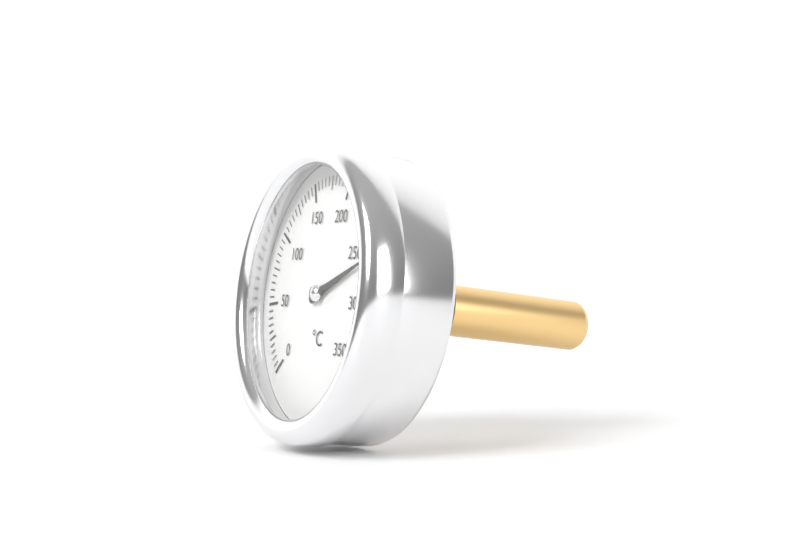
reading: 265 °C
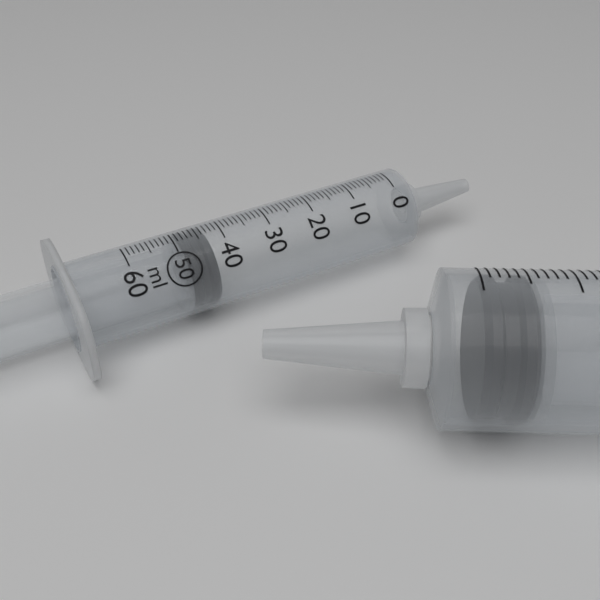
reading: 43 ml
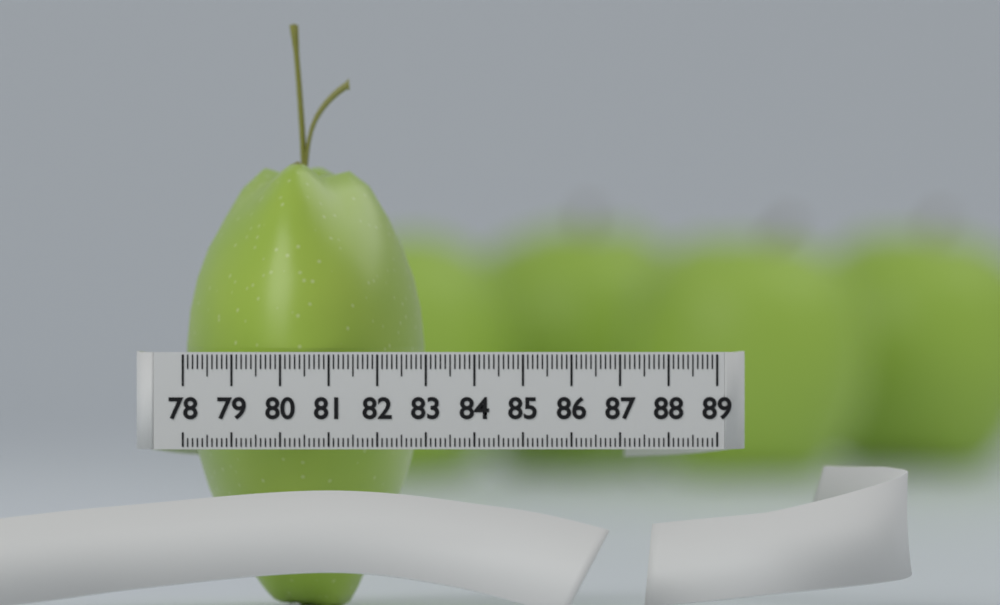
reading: 83.0 (no unit)
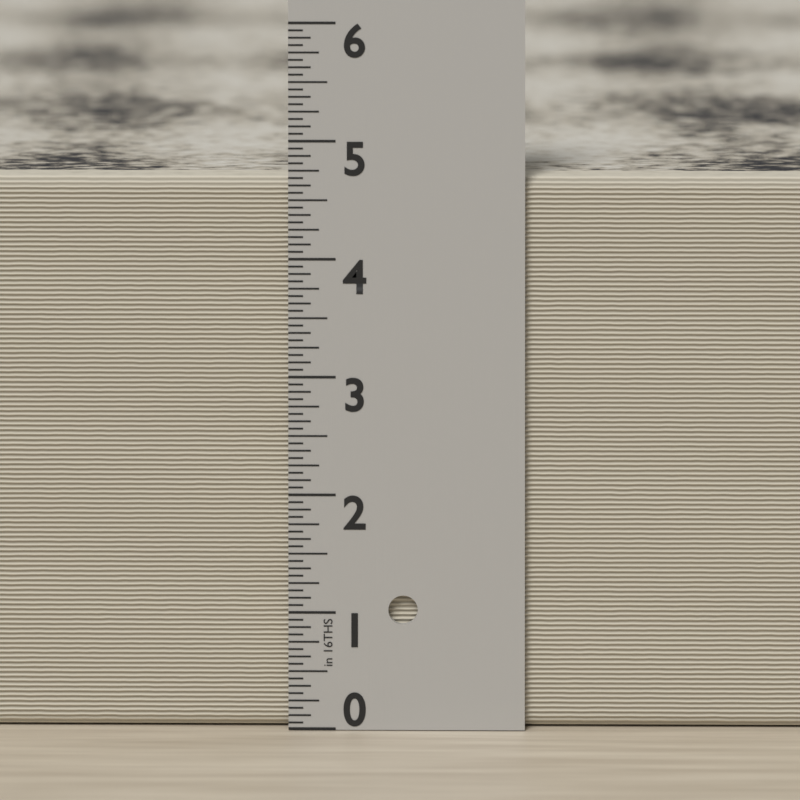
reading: 4.6875 in
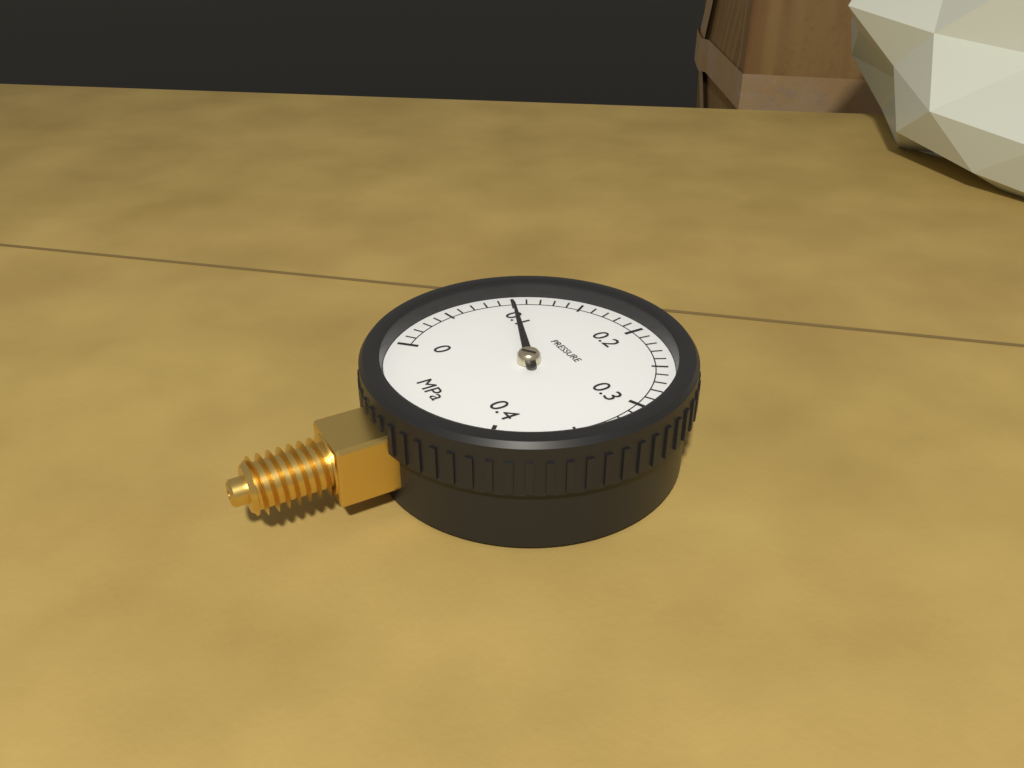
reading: 0.10 MPa
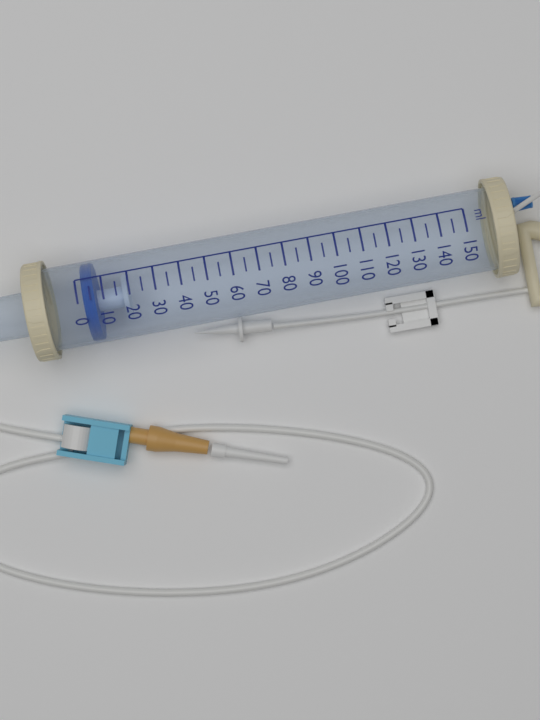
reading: 2 ml
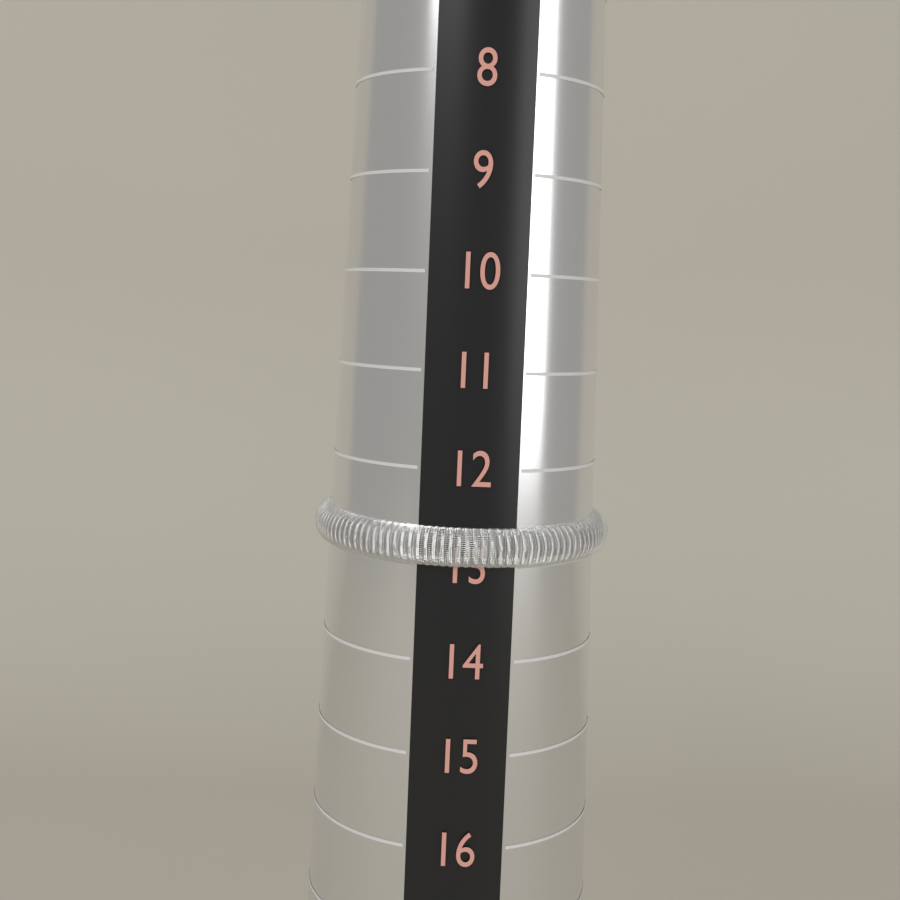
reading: 13 (no unit)
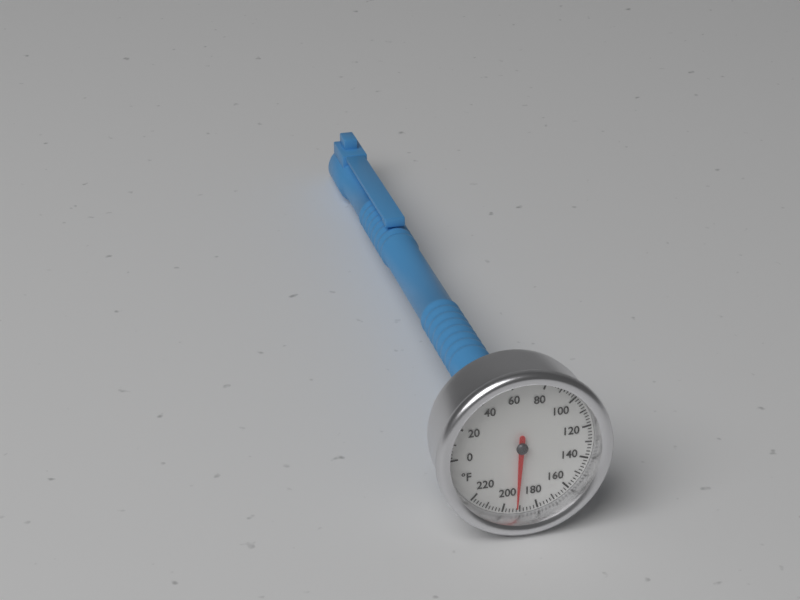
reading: 192 °F
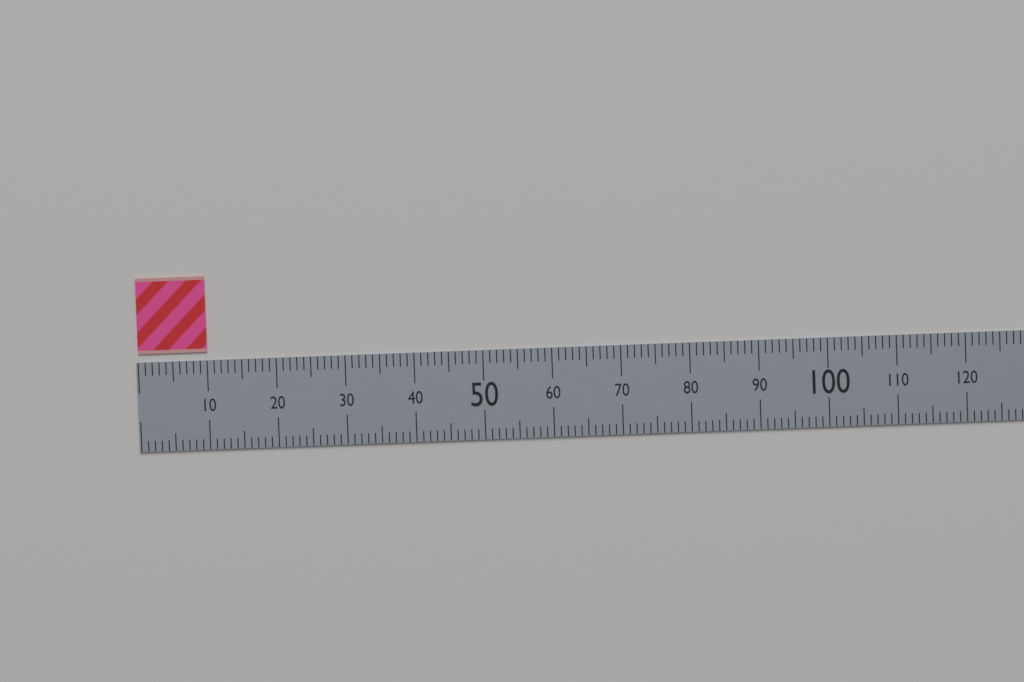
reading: 10 (no unit)
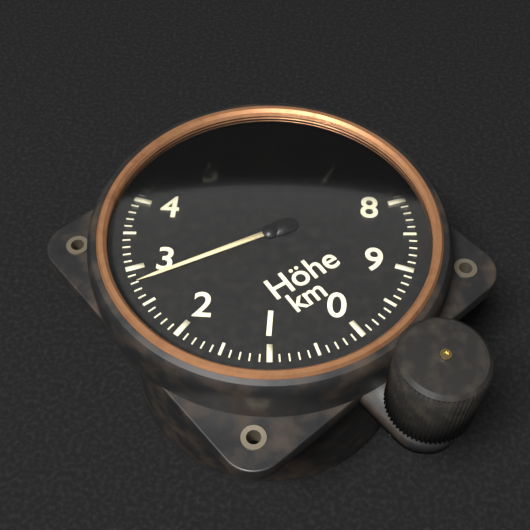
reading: 2.8 km
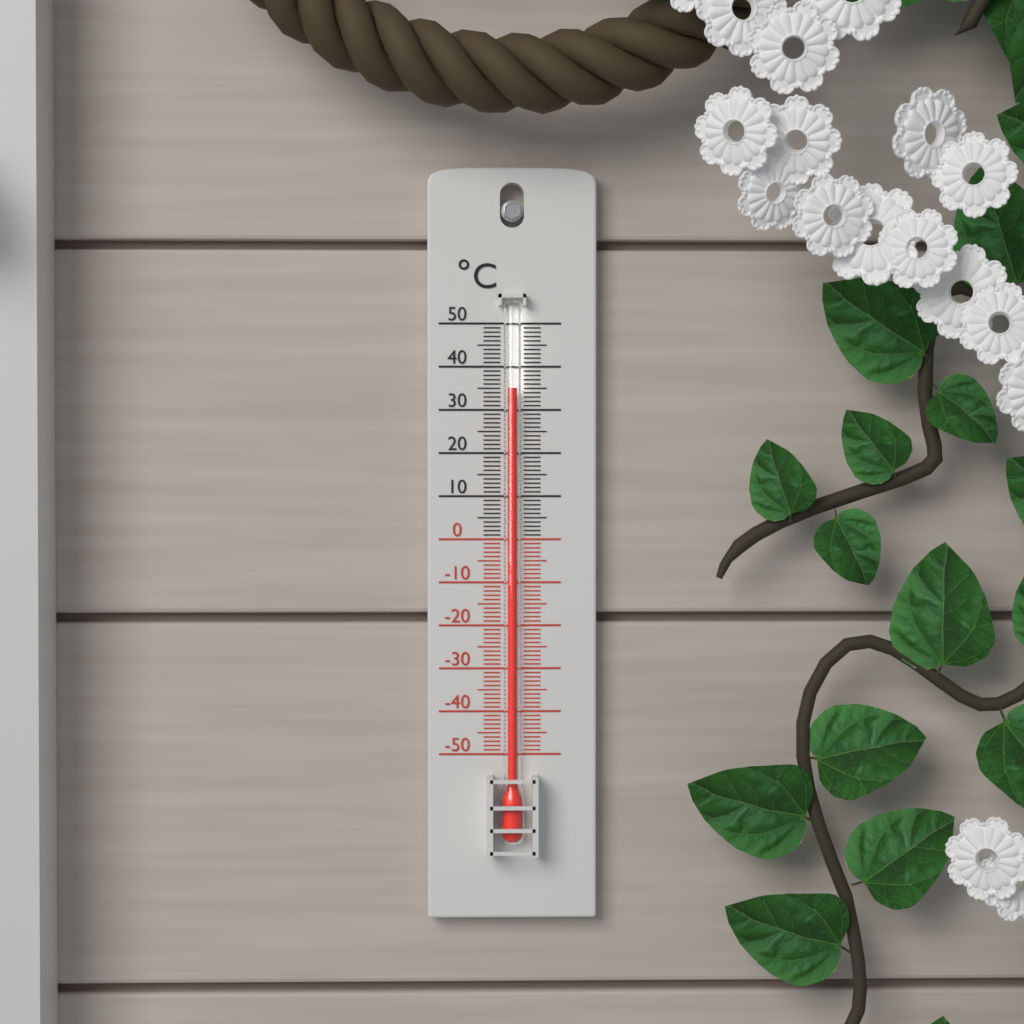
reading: 35 °C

**********

→ ASSIGNED TASK
Taking each record in turn, retype it exactly and drop any picture.

→ ANSWER SECTION
reading: 265 °C
reading: 43 ml
reading: 83.0 (no unit)
reading: 4.6875 in
reading: 0.10 MPa
reading: 2 ml
reading: 13 (no unit)
reading: 192 °F
reading: 10 (no unit)
reading: 2.8 km
reading: 35 °C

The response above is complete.